◆ **WHAT YOU HAVE TO DO**
From the line containing "Identify the location" to the last line of the listing, transcribe exactly and add nothing else; keep both ends and omit pictures.
Segment Start: STORED DATA
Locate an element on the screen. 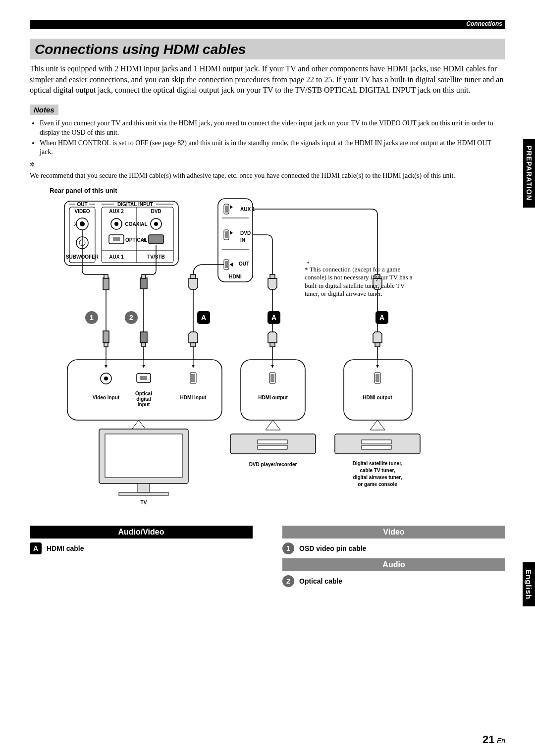  side-tab-preparation: PREPARATION is located at coordinates (529, 173).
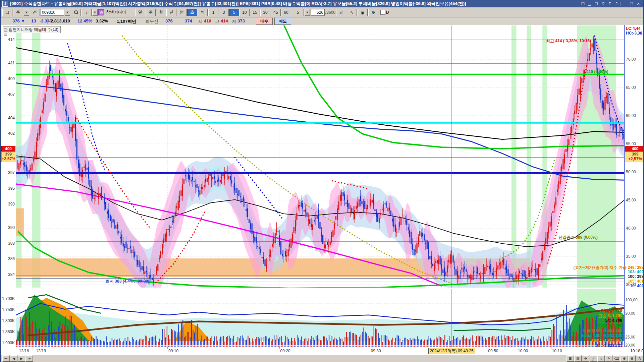 This screenshot has width=644, height=362. Describe the element at coordinates (307, 12) in the screenshot. I see `interval-select-dropdown: ▼` at that location.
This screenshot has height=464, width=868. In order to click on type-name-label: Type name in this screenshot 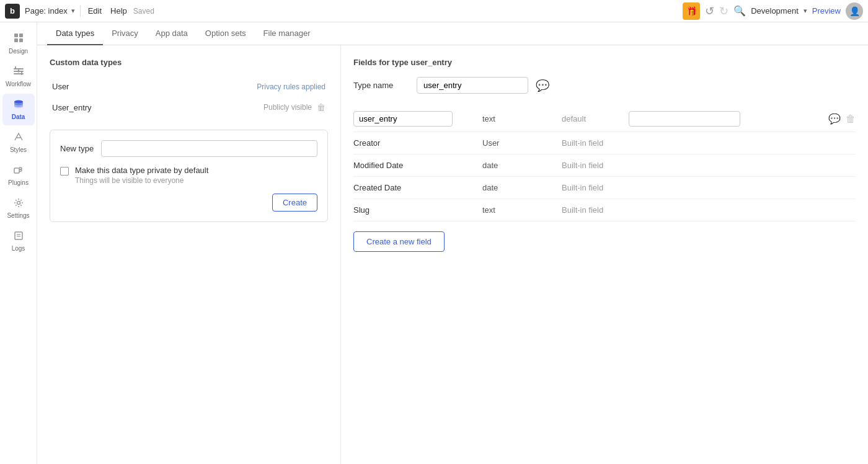, I will do `click(381, 86)`.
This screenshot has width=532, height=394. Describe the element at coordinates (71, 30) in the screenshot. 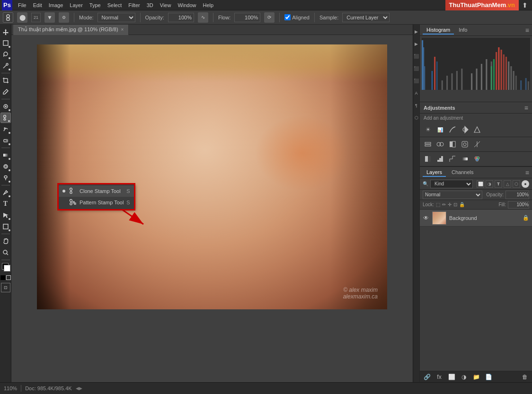

I see `document-tab: Thủ thuật phần mềm.jpg @ 110% (RGB/8) ×` at that location.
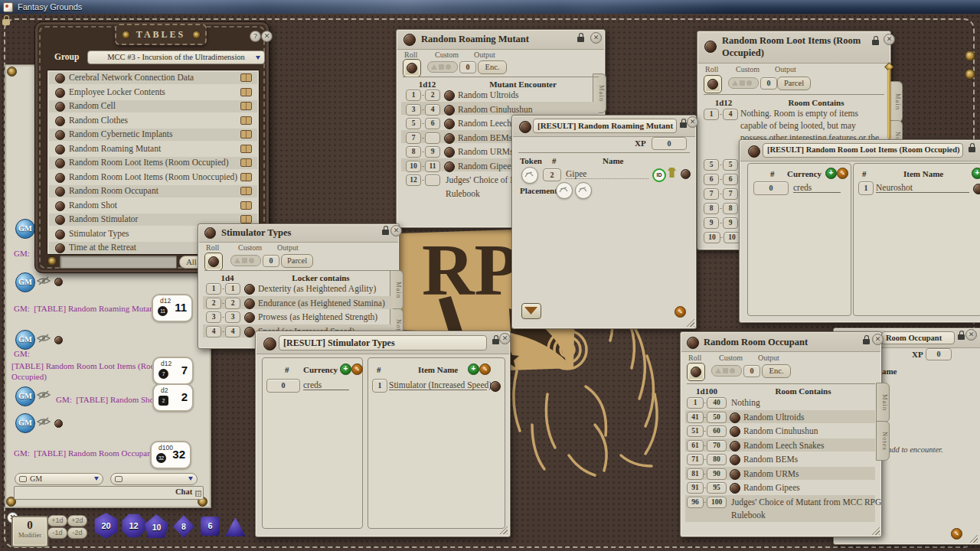 The height and width of the screenshot is (551, 980). Describe the element at coordinates (732, 237) in the screenshot. I see `range-to: 10` at that location.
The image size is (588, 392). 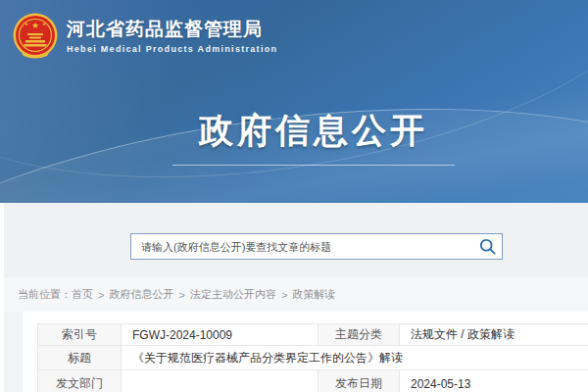 What do you see at coordinates (80, 381) in the screenshot?
I see `issuing-department-label: 发文部门` at bounding box center [80, 381].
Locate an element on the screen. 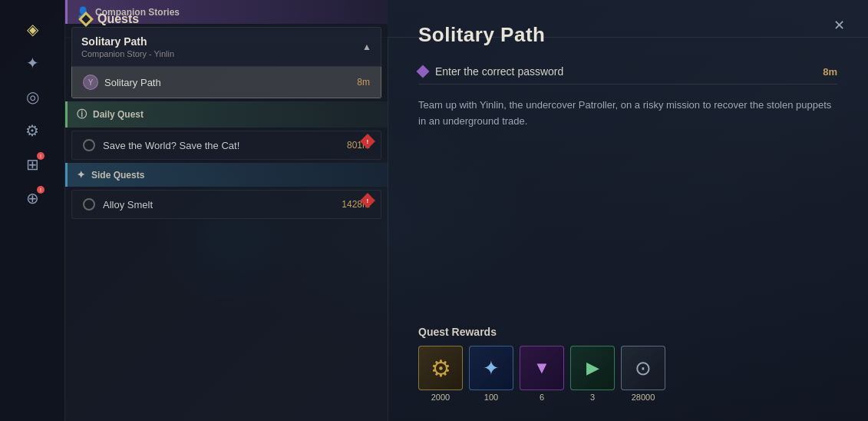 The width and height of the screenshot is (868, 421). alloy-item-left: Alloy Smelt is located at coordinates (118, 204).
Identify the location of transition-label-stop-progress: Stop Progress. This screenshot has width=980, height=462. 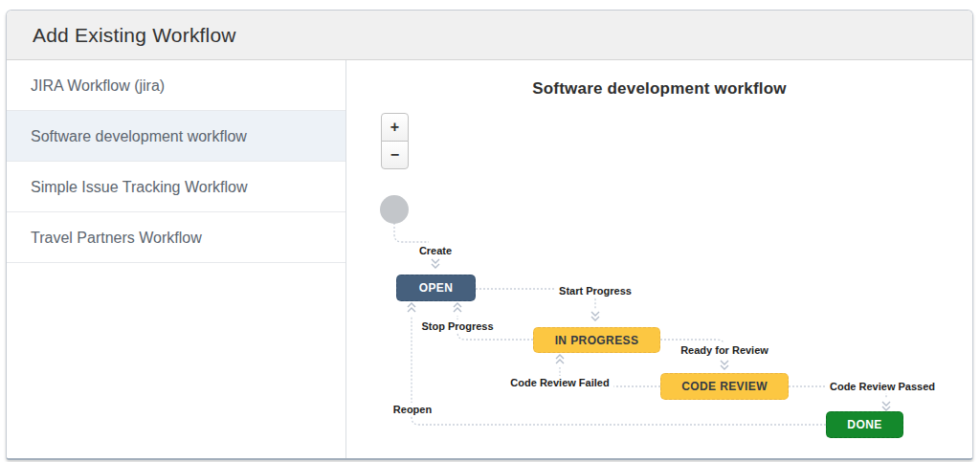
(457, 326).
Segment End: STORED DATA
◆ **RESPONSE AREA**
Identify the location of transition-label-stop-progress: Stop Progress. This screenshot has width=980, height=462. 
(457, 326).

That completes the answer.